Character Analysis
Emma is really not a "character" in the traditional sense of the word. She’s actually more of a concept – she is the subject of Stephen’s adoration, but we have no real sense of her as a person. She is the inspiration for some of Stephen’s first experiments in verse; as a child, he writes a super-romanticized poem to her, and ten years later, still infatuated, he writes her a villanelle (a complicated, super-style-conscious poetic form). Neither of these poems focuses on her specific characteristics. Instead, they vaguely evoke Stephen’s feelings of love, desire, and confusion.
Like a lot of cases of puppy love, Stephen seems to be more enamored by the idea of capital-L-Love than with Emma herself; he is devoted to the poetic ideal of a "beloved" to dedicate his poems to. Inspired by the ideal women he encounters in the poems of Byron and in The Count of Monte Cristo, Stephen creates an image of Emma that he idolizes (for ten years!). This interest in following a certain poetic model is yet another indication of Stephen’s gradual but inevitable transformation into an artist.
At the end of the novel, we finally start to see Emma as a flesh-and-blood creature; her encounters with Stephen reveal her to be nothing more than a normal Irish girl, rather than a divine and unattainable creature. All the same, Stephen cannot bring himself to start a relationship with her. After their last meeting, Stephen seems shocked to note that he "likes" her – all along, he has idolized her image, but we get the feeling that he knows almost as little about her as we do. When Stephen, on the brink of his departure from Ireland, mentions that he’s seeking a certain "reality of experience" out in the world, it’s an indication that some of the past experiences we’ve witnessed have lacked reality – like his relationship with Emma.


> [What you should do] Could you say how many lines in the entries contain the string "Resist"? Give only that number.

┌──

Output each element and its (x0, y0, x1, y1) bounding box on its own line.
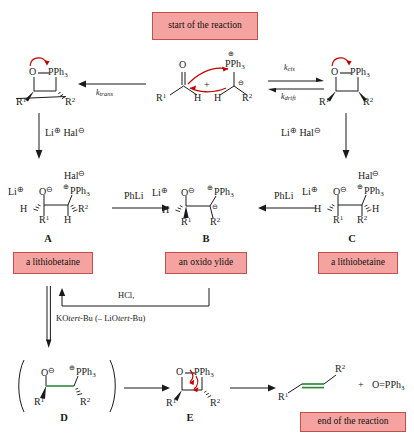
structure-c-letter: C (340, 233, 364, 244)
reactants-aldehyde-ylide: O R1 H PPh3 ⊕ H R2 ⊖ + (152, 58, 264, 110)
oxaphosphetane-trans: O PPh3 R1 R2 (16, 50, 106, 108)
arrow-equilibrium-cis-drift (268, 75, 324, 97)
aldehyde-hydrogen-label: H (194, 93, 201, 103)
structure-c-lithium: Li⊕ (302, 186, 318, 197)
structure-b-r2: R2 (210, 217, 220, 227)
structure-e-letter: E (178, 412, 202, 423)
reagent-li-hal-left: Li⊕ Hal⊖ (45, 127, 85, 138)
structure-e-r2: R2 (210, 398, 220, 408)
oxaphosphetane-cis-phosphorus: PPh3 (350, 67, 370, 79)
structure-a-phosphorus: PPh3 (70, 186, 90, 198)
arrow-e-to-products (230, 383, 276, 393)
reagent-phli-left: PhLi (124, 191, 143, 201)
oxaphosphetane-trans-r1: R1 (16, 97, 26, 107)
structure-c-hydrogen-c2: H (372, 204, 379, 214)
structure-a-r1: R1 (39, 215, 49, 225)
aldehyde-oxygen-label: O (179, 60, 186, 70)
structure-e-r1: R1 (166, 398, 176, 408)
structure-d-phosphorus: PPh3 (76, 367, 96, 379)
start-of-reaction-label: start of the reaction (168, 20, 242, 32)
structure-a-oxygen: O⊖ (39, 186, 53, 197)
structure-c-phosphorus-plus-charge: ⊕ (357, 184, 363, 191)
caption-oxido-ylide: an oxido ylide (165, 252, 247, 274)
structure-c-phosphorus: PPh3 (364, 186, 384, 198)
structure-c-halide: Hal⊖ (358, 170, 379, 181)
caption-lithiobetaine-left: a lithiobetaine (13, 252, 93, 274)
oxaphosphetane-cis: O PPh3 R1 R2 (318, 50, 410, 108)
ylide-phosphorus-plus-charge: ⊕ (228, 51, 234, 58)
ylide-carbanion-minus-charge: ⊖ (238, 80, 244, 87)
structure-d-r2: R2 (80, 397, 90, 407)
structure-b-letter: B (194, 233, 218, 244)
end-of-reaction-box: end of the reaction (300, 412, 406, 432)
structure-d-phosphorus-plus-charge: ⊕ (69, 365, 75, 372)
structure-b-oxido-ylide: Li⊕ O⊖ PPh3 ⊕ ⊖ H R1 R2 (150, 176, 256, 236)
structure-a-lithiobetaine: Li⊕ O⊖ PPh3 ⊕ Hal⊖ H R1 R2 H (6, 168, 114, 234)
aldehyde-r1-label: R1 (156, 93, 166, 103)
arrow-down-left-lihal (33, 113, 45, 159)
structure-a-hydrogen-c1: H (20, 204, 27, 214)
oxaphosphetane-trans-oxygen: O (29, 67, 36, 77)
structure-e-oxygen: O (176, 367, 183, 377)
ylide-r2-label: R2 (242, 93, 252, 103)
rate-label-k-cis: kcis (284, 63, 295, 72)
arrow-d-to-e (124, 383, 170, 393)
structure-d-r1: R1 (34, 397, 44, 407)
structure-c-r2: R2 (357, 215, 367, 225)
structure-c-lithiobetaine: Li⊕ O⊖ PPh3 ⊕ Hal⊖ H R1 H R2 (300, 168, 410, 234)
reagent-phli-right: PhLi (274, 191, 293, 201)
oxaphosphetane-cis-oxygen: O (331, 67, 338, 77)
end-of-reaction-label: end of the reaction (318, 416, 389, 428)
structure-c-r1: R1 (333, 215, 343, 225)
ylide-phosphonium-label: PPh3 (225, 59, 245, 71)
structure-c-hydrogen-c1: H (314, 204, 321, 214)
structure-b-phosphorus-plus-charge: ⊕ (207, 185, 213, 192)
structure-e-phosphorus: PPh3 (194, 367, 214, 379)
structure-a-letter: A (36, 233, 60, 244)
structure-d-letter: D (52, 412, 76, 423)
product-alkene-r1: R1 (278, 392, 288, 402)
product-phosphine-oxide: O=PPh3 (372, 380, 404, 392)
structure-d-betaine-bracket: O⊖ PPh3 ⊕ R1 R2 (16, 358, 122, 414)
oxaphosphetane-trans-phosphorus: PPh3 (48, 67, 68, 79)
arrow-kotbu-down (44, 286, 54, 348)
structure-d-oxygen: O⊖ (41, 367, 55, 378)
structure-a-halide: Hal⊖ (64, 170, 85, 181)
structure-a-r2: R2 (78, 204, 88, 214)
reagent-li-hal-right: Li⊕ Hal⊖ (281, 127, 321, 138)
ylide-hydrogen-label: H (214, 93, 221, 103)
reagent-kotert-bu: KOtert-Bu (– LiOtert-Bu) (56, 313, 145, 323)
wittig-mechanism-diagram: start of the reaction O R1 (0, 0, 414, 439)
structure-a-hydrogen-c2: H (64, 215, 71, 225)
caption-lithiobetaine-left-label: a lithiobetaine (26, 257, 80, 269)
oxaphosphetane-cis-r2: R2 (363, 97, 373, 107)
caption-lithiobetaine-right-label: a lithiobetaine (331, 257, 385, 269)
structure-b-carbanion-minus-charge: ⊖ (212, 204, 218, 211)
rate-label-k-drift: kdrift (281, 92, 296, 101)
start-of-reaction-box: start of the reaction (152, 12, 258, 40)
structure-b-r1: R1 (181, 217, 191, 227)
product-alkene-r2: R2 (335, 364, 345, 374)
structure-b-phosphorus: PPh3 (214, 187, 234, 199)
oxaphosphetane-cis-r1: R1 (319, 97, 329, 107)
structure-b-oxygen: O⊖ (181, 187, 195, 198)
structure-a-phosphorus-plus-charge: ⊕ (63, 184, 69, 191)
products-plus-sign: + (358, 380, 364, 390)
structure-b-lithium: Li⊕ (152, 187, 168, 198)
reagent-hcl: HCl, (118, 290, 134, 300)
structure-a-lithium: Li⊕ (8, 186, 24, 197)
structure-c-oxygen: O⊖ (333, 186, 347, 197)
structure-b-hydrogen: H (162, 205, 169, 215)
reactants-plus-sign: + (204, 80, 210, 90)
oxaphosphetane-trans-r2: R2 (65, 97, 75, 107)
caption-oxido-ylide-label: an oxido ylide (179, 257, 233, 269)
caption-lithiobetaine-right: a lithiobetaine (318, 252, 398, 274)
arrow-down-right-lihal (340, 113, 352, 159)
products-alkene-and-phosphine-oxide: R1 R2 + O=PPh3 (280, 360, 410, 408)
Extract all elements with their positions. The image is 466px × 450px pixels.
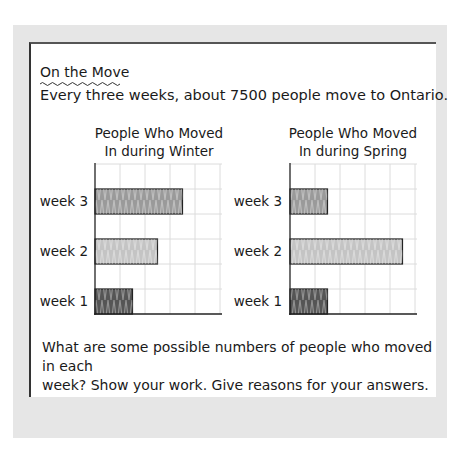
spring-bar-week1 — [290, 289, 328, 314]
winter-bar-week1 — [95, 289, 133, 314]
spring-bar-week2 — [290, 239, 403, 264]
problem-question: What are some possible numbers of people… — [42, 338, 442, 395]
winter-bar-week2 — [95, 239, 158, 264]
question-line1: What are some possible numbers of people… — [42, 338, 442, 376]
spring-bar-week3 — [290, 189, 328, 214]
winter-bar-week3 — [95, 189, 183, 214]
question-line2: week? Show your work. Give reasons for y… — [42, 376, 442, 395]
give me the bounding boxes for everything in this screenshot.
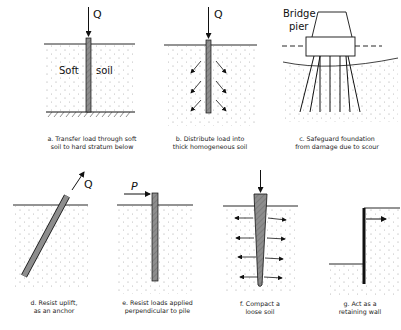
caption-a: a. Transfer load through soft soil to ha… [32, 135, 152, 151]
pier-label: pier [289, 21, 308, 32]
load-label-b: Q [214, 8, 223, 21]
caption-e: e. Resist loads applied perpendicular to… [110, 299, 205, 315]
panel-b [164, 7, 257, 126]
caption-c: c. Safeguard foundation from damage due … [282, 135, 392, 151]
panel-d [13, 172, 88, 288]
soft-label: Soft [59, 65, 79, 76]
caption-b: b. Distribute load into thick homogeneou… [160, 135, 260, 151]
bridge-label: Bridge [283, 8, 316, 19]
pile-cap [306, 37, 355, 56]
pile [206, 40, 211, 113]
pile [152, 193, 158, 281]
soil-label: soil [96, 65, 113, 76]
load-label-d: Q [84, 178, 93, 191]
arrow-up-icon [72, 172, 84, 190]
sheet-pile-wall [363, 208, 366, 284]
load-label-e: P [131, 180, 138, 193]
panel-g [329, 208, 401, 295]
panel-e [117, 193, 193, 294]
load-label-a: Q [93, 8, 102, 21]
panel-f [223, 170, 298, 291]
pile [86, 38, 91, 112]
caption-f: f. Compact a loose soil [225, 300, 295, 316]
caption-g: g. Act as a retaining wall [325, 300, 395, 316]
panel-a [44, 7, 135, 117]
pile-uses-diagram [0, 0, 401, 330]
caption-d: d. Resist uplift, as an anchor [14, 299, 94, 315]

└──
┌──

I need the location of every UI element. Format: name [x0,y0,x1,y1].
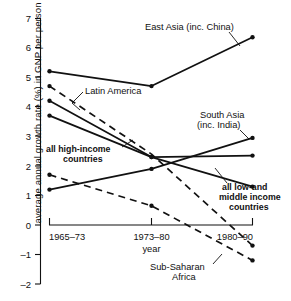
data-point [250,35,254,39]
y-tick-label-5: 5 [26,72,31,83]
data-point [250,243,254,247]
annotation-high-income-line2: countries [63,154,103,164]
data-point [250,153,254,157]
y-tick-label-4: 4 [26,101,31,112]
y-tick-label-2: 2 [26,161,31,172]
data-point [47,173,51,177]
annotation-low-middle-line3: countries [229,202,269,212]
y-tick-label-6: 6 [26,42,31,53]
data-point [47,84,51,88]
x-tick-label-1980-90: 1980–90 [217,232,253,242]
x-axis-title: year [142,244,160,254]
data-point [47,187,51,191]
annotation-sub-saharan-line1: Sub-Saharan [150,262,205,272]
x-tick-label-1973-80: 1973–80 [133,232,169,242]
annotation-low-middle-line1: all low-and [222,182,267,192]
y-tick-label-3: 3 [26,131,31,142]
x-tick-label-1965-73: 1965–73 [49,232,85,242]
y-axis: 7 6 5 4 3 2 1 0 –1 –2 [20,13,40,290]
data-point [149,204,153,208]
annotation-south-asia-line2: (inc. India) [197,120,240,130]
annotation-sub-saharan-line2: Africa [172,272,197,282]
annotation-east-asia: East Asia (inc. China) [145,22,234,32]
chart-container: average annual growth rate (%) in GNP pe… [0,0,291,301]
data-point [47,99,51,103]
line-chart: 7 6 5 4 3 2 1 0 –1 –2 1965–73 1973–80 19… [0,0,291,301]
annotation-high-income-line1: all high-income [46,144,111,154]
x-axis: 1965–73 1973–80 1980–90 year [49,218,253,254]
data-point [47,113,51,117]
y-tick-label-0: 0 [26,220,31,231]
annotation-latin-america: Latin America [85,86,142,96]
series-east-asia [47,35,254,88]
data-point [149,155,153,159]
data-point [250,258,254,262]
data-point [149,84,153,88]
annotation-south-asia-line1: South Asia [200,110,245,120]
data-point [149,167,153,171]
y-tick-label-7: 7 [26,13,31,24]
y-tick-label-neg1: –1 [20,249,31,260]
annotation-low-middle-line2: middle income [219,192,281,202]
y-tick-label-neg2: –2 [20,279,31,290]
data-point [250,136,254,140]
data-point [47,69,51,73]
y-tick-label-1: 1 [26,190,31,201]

└──

> [Expected answer] 2